This book was an obvious allegory, yet I found that I was nowhere near interested enough to try and work out what the allegory might be. Religion, maybe? The hive mind of society? The prevailing importance of adhering to social hegemonic values? Who knows? Everything in it is clearly carefully designed to be a symbol for something else, or a metonym, but I just wasn't invested enough in the story to be bothered to decode them.
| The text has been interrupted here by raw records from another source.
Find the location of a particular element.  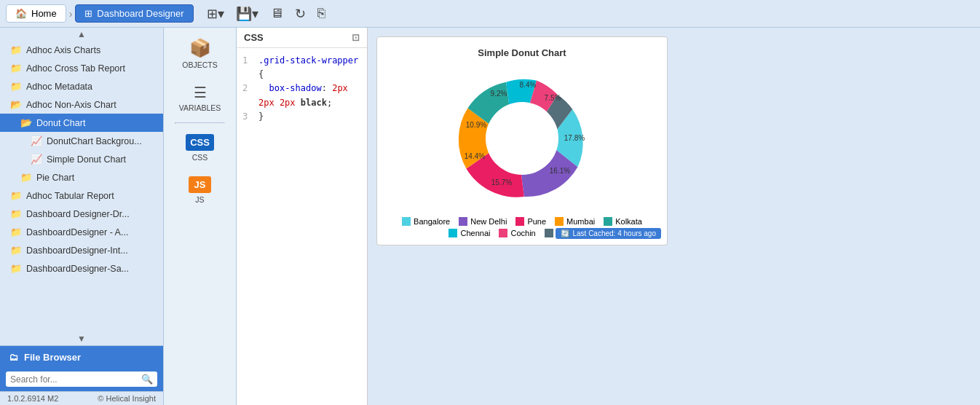

sidebar-item-dd-int: 📁 DashboardDesigner-Int... is located at coordinates (82, 251).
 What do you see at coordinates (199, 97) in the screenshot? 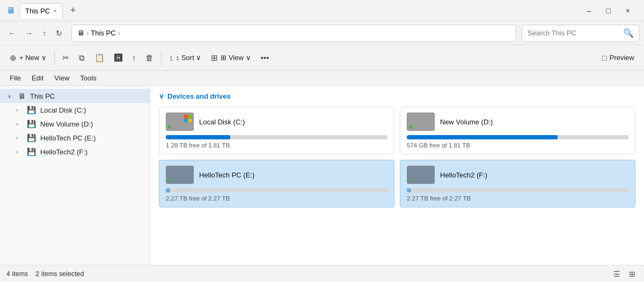
I see `section-label: Devices and drives` at bounding box center [199, 97].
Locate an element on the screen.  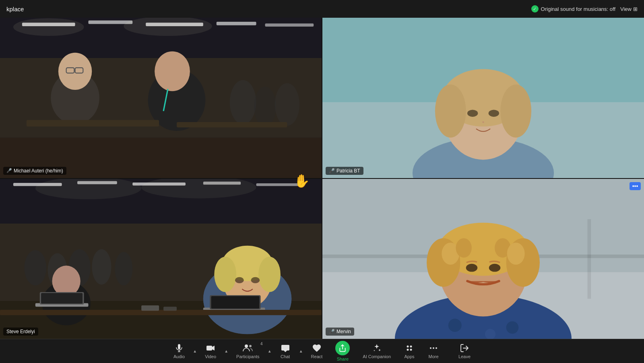
participants-caret: ▲ is located at coordinates (270, 351).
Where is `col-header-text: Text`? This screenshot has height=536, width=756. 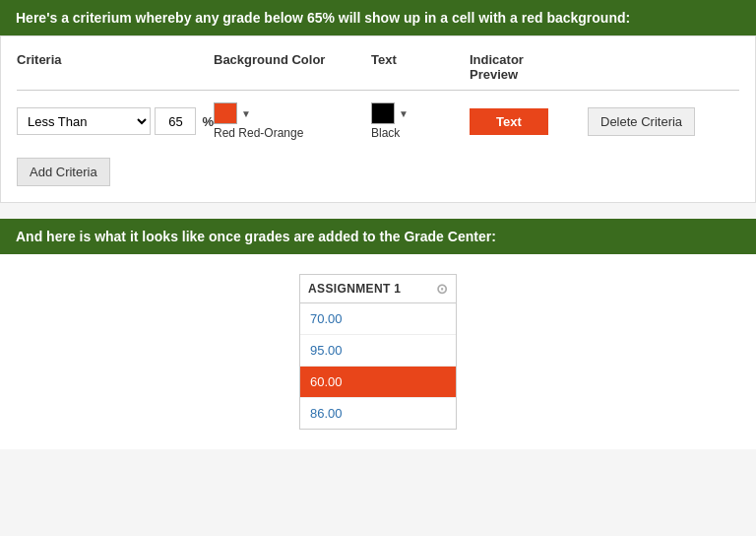
col-header-text: Text is located at coordinates (420, 59).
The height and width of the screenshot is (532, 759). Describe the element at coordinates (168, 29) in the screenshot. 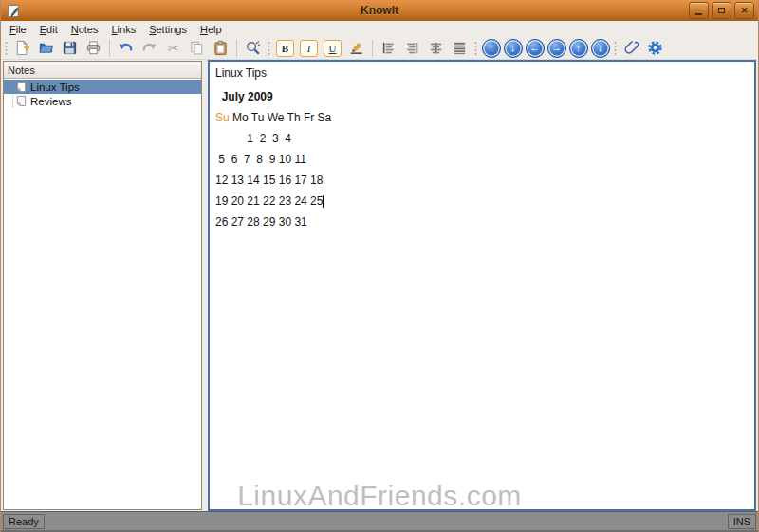

I see `menu-settings: Settings` at that location.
This is a short book. Some thinly crafted characters do some random things for no real reason. There is a vague sense of events moving from A to B to C to some half-hearted resolution, somehow both anti-climactic and entirely unexpected; the entire latter half of the book seemed to be leading up to a more interesting climax, only to falter and fall flat in the very last sentence. It somehow manages to be a book that is neither plot-heavy nor a character study. The protagonist remains unnamed throughout, which is a device that can work if they are fleshed out in other means, such as having an actual personality. Other characters are always referred to by their full names, first and last, which again is an interesting technique that would have worked if they had ever been more than their names. Instead, they were just cardboard cut-outs, archetypes that moved across the plains of the book (literally, I am not just being poetic here) with no real motivation or characterisation.

For all intents and purposes, this book was marketed as a philosophical comedy, but there was precious little philosophy in it, and even less comedy. The author seems to think that punctuating every tenth sentence or so with an exclamation mark turns it into a punchline, without appearing to realise that a punchline usually follows a comedic remark of sorts. There was even an instance of my least favourite grammatical entity - the double exclamation mark. There was really no going back from that point for me. It struck me as childish, and coupled with the sparse prose - usually a favourite of mine, when not littered with awry !!!!! - it meant that the book read like a high school essay from a B grade student.

The two stars I'm awarding this book are given on the sole two merits I found in the text. Firstly, Mills does have a knack for dialogue, and although it was obviously very artificial and structured with little to no regard for realism, it worked well in the context of the book. I liked that the characters didn't speak like people. For a book that is clearly supposed to be self-aware (although aware of what, I don't know) the stilted dialogue worked for me. Secondly, the surrealism. I genuinely liked the idea, and honestly, if the book weren't clearly trying so hard to make A Philosophical Point, I can see that I might have been quite invested in the story of a man, his house of tin and his neighbours' obsession with the knowledgeable newcomer. That in itself is a great plot, already imbued with a lot of references to a certain doctrine. If only the text had been less blatant about its ulterior motives and let the plot do the talking, then I think I would've enjoyed it a lot more.

I'm sure that there's a very deep meaning to the text if you look hard enough, but like the canyon excavators in the latter half of the book, I just gave up digging.